For farmers like Gurung, filing out the paperwork necessary to qualify for compensation from the government requires walking five days from Koma and crossing two 18,000-foot passes—a trip that is impossible for many months of the year. Travel costs alone can total hundreds of dollars. Despite these obstacles, Gurung completed the process and was promised 200,000 rupees ($1,670)—a tiny fraction of the actual value of the goats, which is closer to $10,000. But now, a year later, he is still waiting for the money.


When officials reached the body of Ghangri, the third leopard to die, they noticed extensive signs of mange—a parasitic infestation that can be deadly and is often indicative of other underlying immune disorders. Jigme Gurung, a citizen scientist working with the WWF in upper Dolpa, has recently found numerous wild blue sheep that were severely ill or dead with mange-like symptoms and has seen camera-trap photos of other snow leopards with similar symptoms. These incidents all point to the possibility that a new pathogen could be spreading unchecked across Nepal’s mountainous areas.

This invisible threat could prove to be far more deadly than retaliatory killings. Earlier this year, a snow leopard died from COVID-19 in an Illinois zoo, and according to Martin Gilbert, a wildlife health specialist based at Cornell University, the animals are known to be susceptible to common viruses like canine distemper. Gilbert has also noted that outbreaks of the extremely contagious peste des petits ruminants virus have also been recently confirmed in mountainous areas of Nepal. An outbreak of the same virus killed more than 80 percent of the global population of Mongolian saiga antelope in 2018.

The WWF acknowledges that disease is a serious threat to the snow leopard population in Nepal but does not yet have a concrete plan in place to address it. WWF program officer Shrestha explains that conducting an accurate biological study in a remote environment like Dolpa comes with many challenges, like keeping tissue samples frozen on the multiday journey to the diagnostic labs in Kathmandu.

Nepal has plans to collar another eight animals in the central part of the country in the coming years. When asked if the WWF will support these collaring efforts in light of the recent deaths in Dolpa, Representative Ghana Shyam Gurung emphatically said that it would. The WWF and the Nepal government have consistently maintained that the leopard deaths are just bad luck.
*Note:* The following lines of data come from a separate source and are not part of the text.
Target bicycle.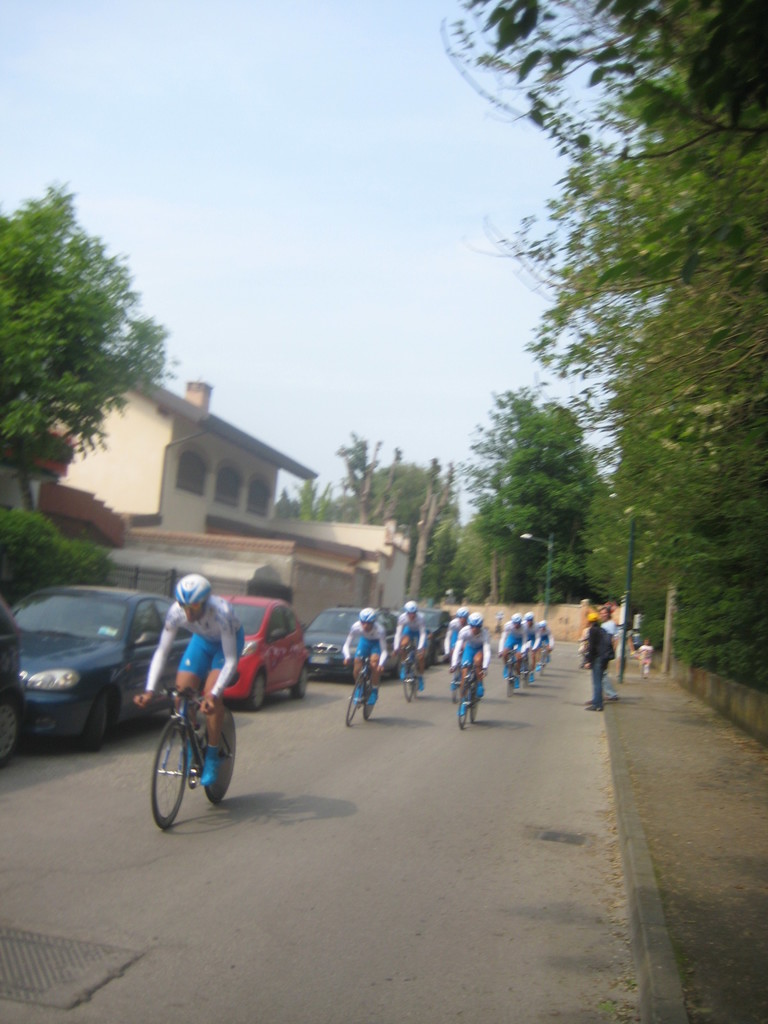
Target region: [520,641,536,688].
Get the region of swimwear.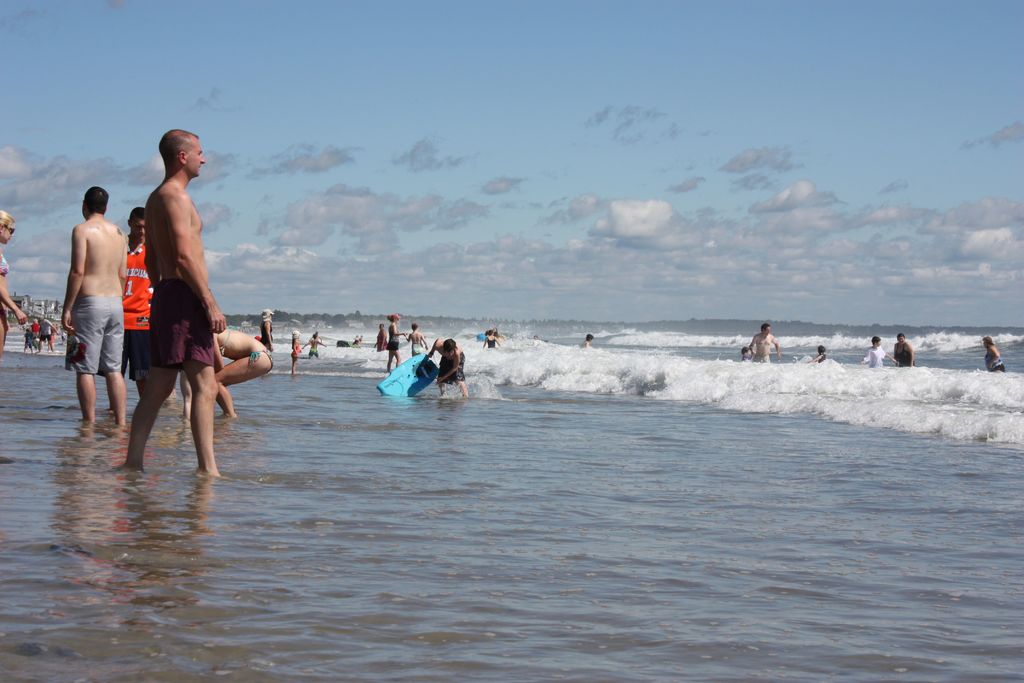
[left=385, top=328, right=402, bottom=356].
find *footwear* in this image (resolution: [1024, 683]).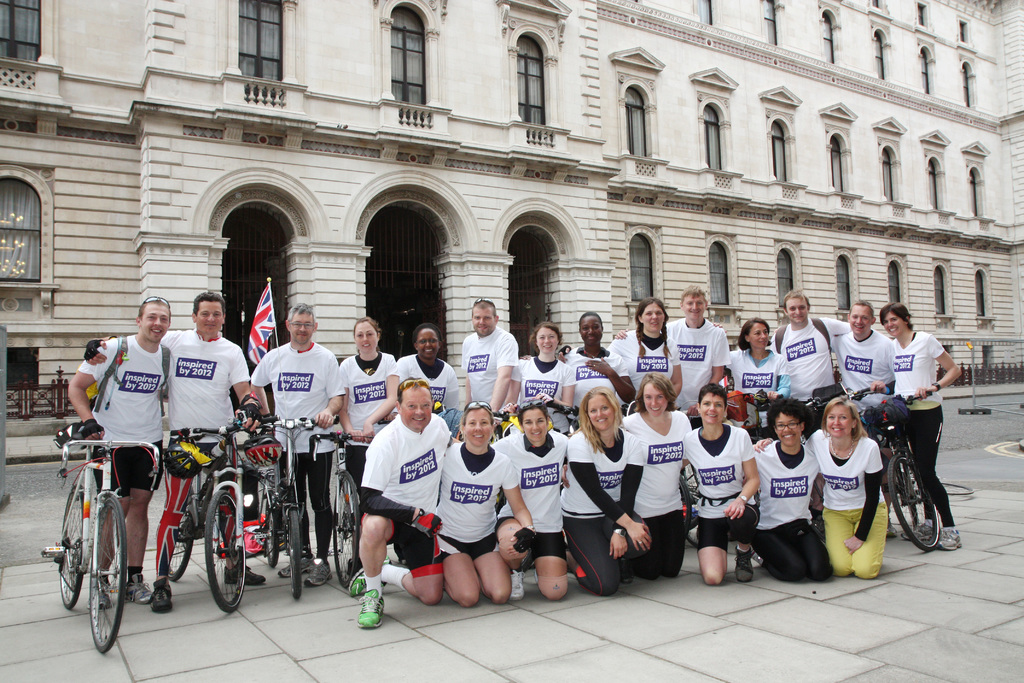
box=[221, 552, 273, 593].
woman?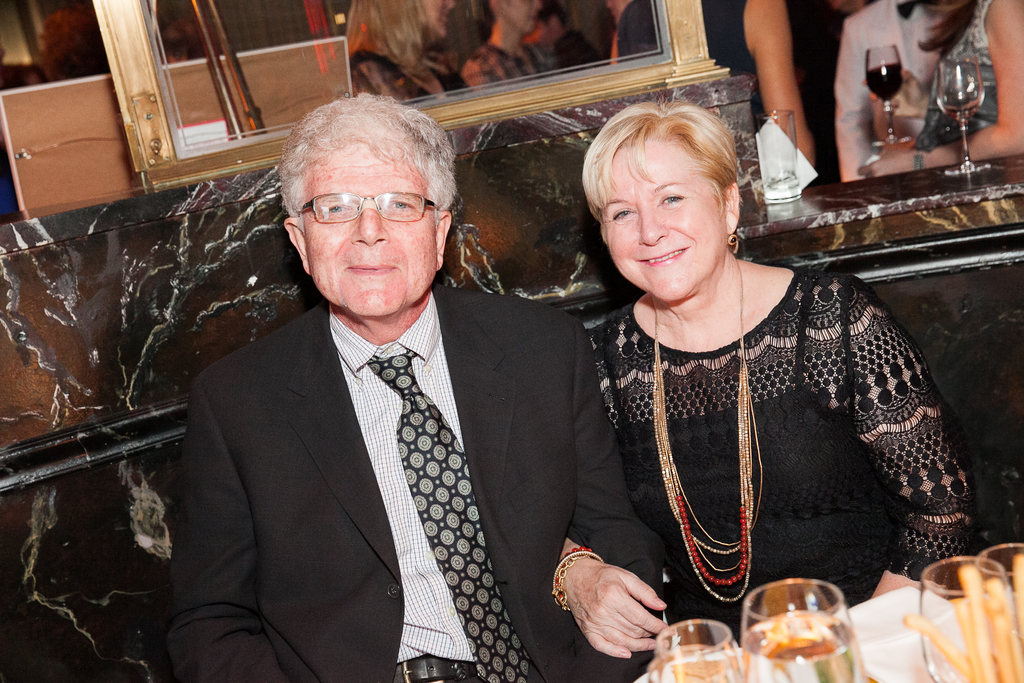
region(853, 0, 1023, 174)
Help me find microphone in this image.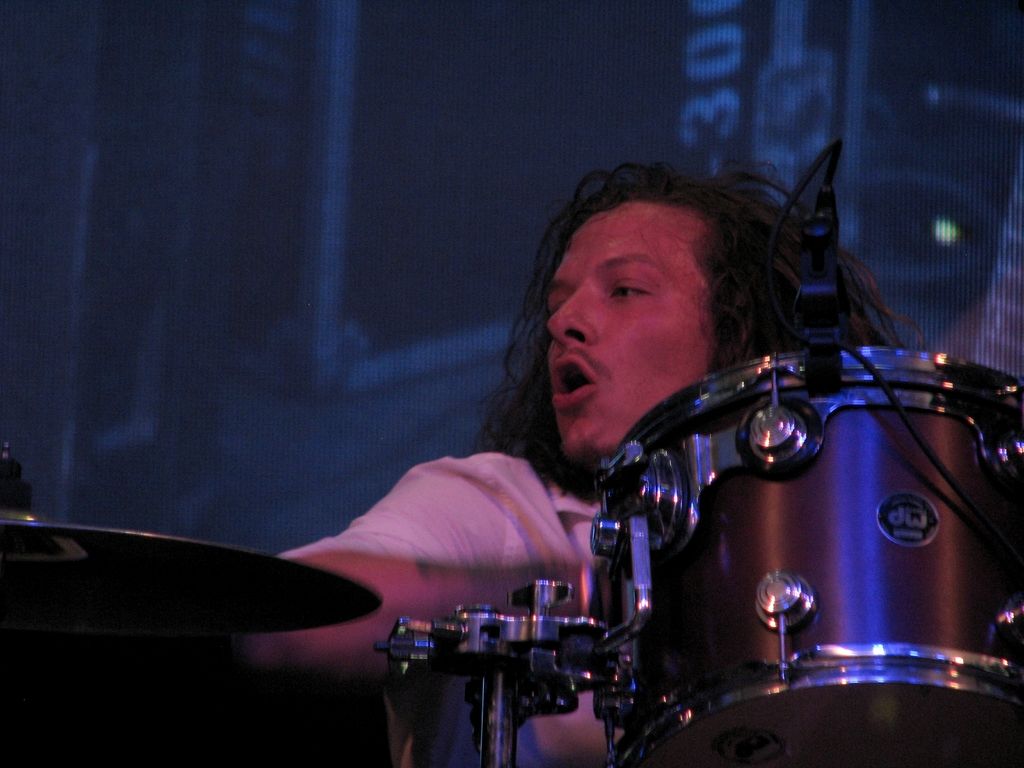
Found it: pyautogui.locateOnScreen(778, 146, 853, 408).
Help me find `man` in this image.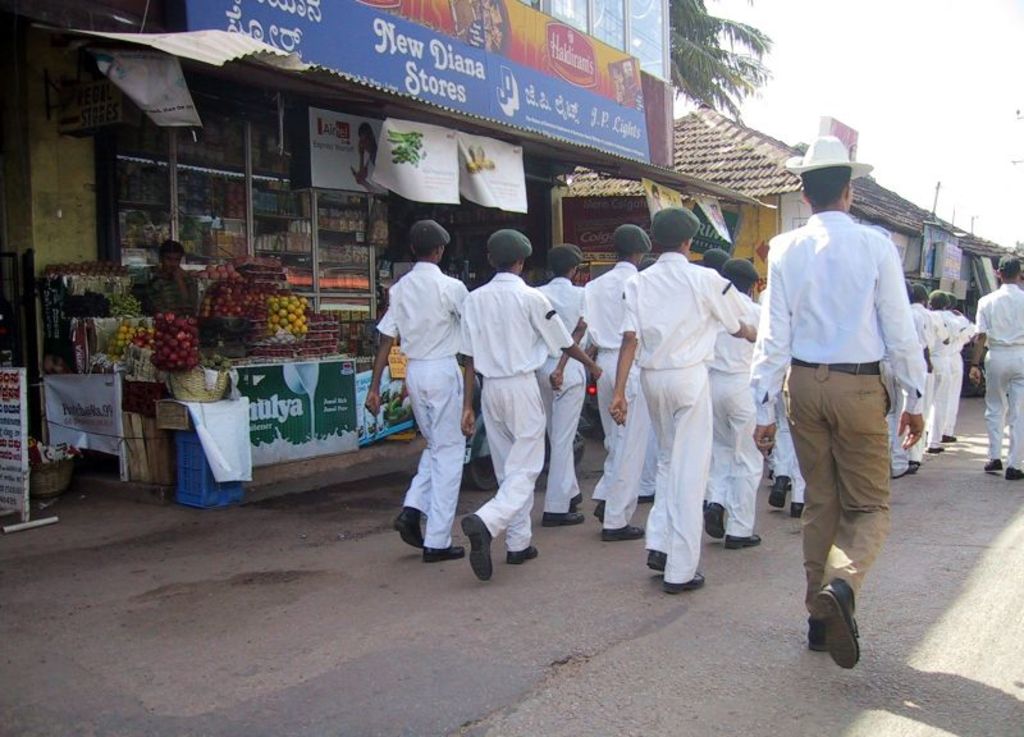
Found it: region(534, 241, 586, 530).
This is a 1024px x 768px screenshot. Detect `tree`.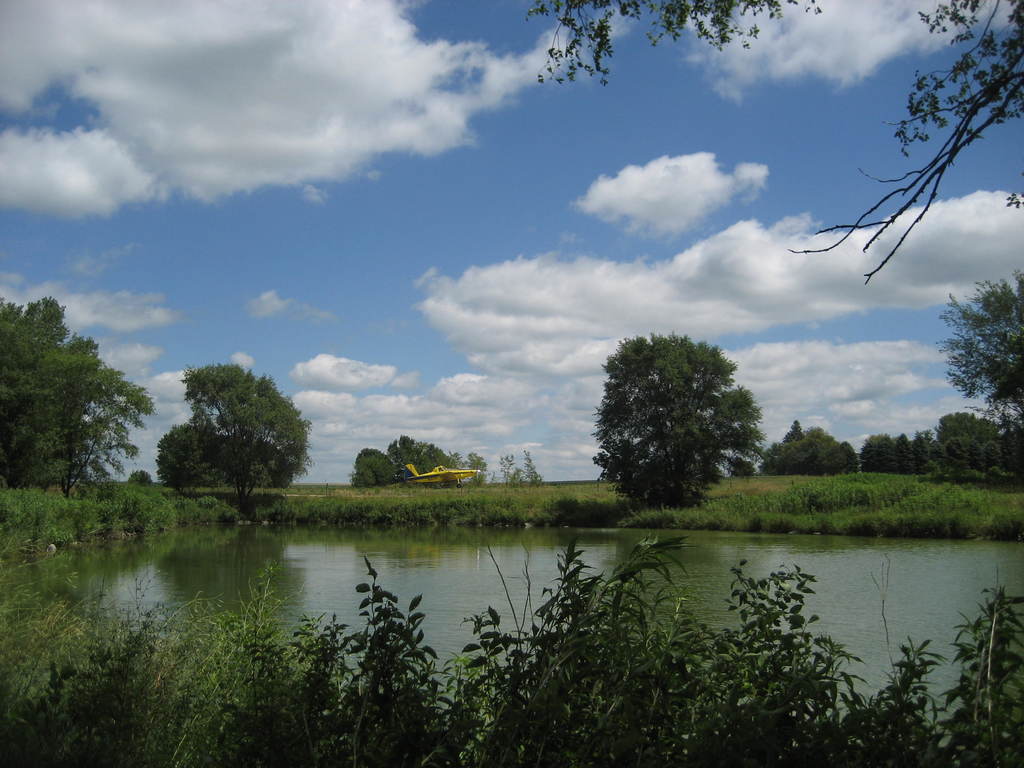
[x1=737, y1=412, x2=862, y2=484].
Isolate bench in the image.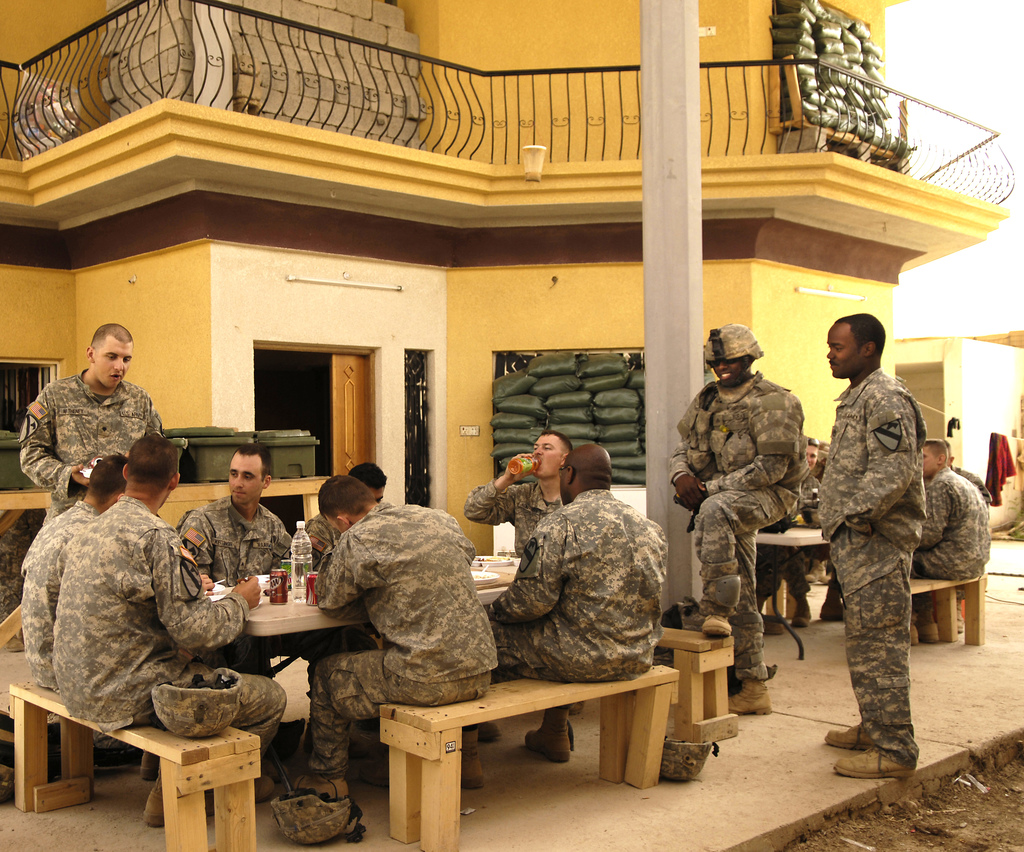
Isolated region: rect(326, 671, 730, 815).
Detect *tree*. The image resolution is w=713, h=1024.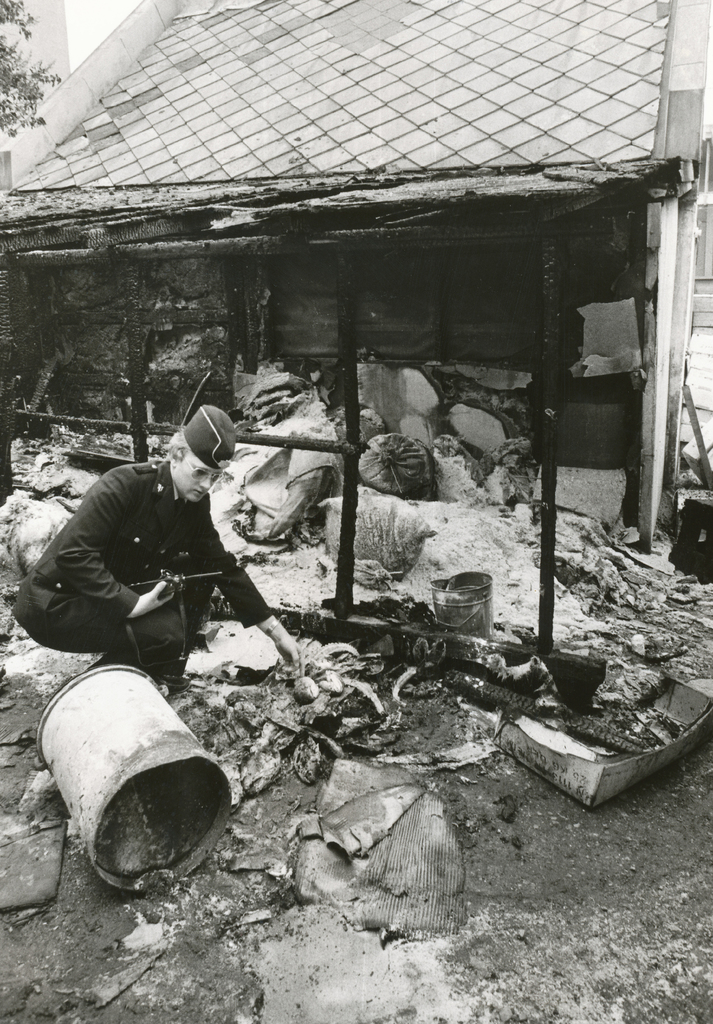
crop(0, 8, 69, 140).
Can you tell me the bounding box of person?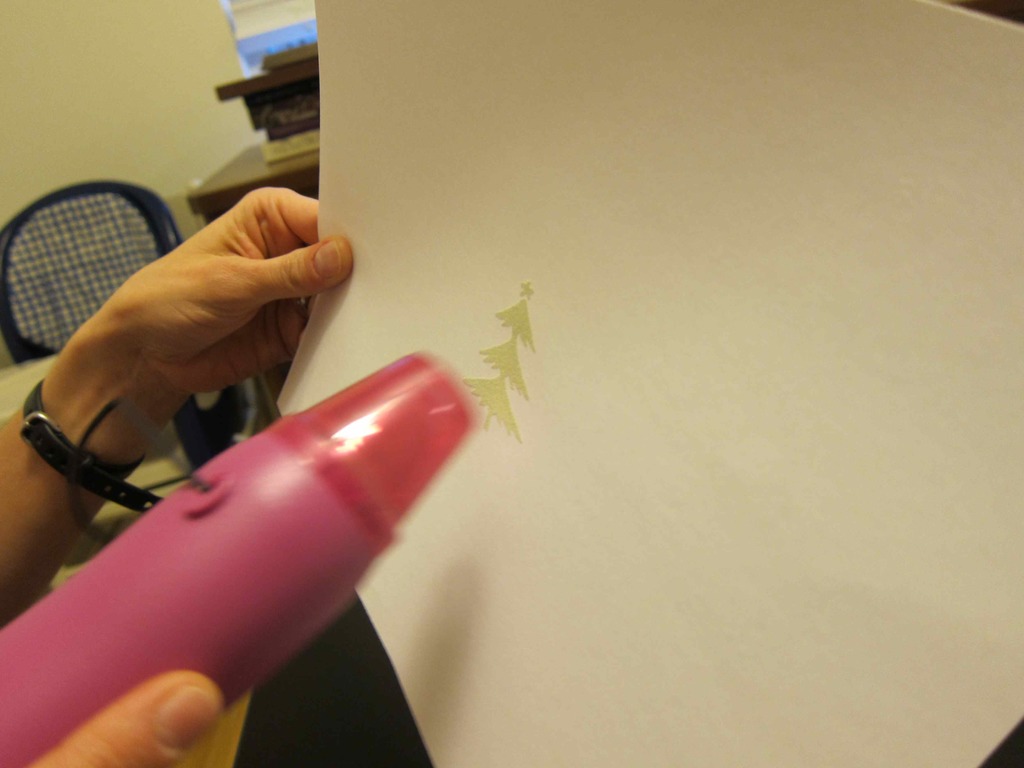
BBox(0, 180, 355, 767).
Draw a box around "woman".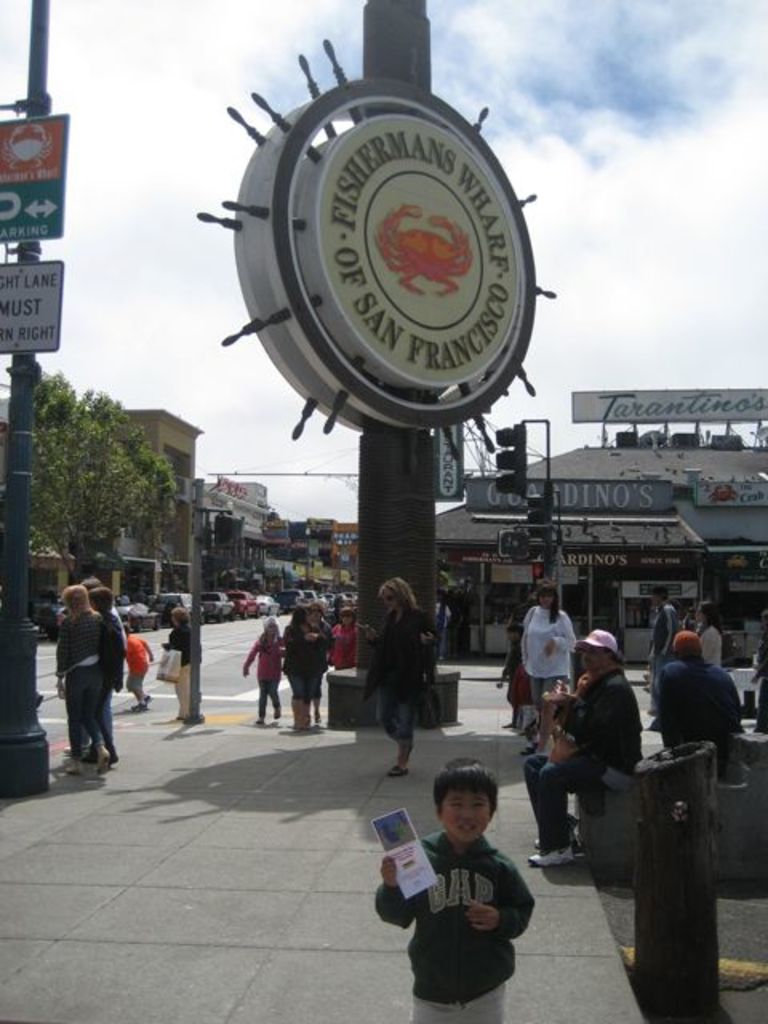
[left=355, top=574, right=448, bottom=774].
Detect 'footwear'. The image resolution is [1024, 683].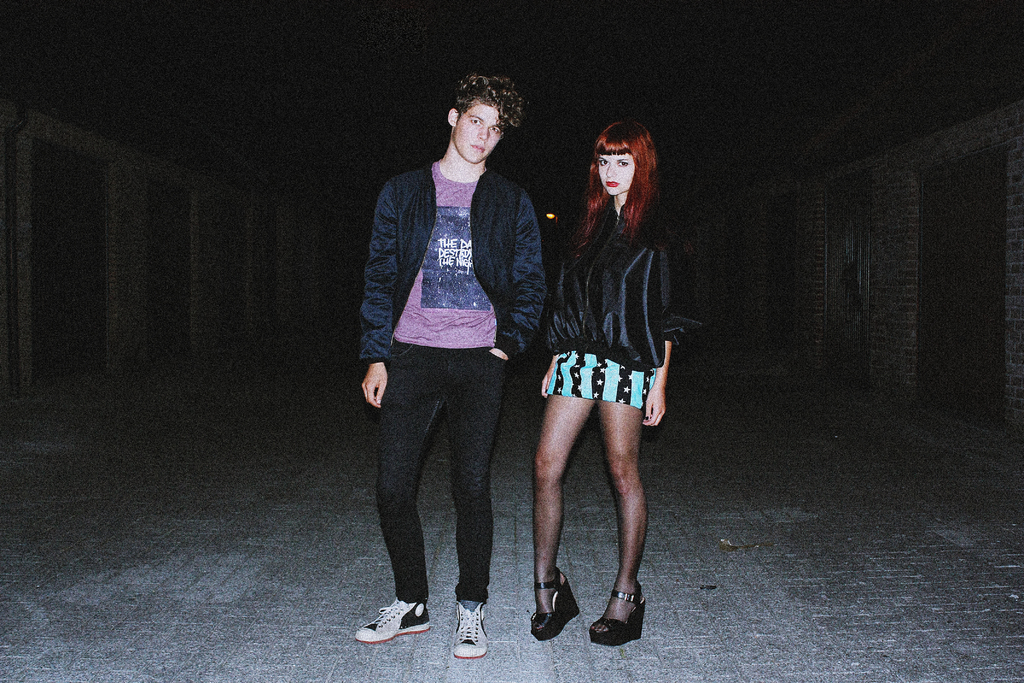
587:579:648:650.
This spring, Langyen, the last surviving collared snow leopard in Nepal, roamed the hills and pastures above Koma, his GPS collar transmitting his location data every few days. The bulky collar made him easy for villagers to identify, as did his affinity for local livestock. By mid-April, Langyen had already killed five of Dakpa Gurung’s goats and two of his neighbors’ young yaks. Rumors circulated that he was involved in a mass killing of 25 goats in the nearby village of Nijal.

In early May, Langyen’s body was found near the tiny settlement of Nishal, about four miles from Koma. National park officials allegedly took samples from the body and sent them to labs in Kathmandu for testing, but the cause of death remains unknown. Despite repeated requests, both the WWF and the Department of National Parks and Wildlife Conservation declined to comment on the incident.

Today, Gurung follows his goats across the high pastures around Koma, as he has for decades. He has had no choice but to continue to bear the losses and try to rebuild his earnings. Toward the end of our initial conversation, he took off his worn prayer beads and began fingering them unconsciously. “I want to practice compassion towards snow leopards,” he said, “but they already have so many powerful people looking after them. Who is looking after us?”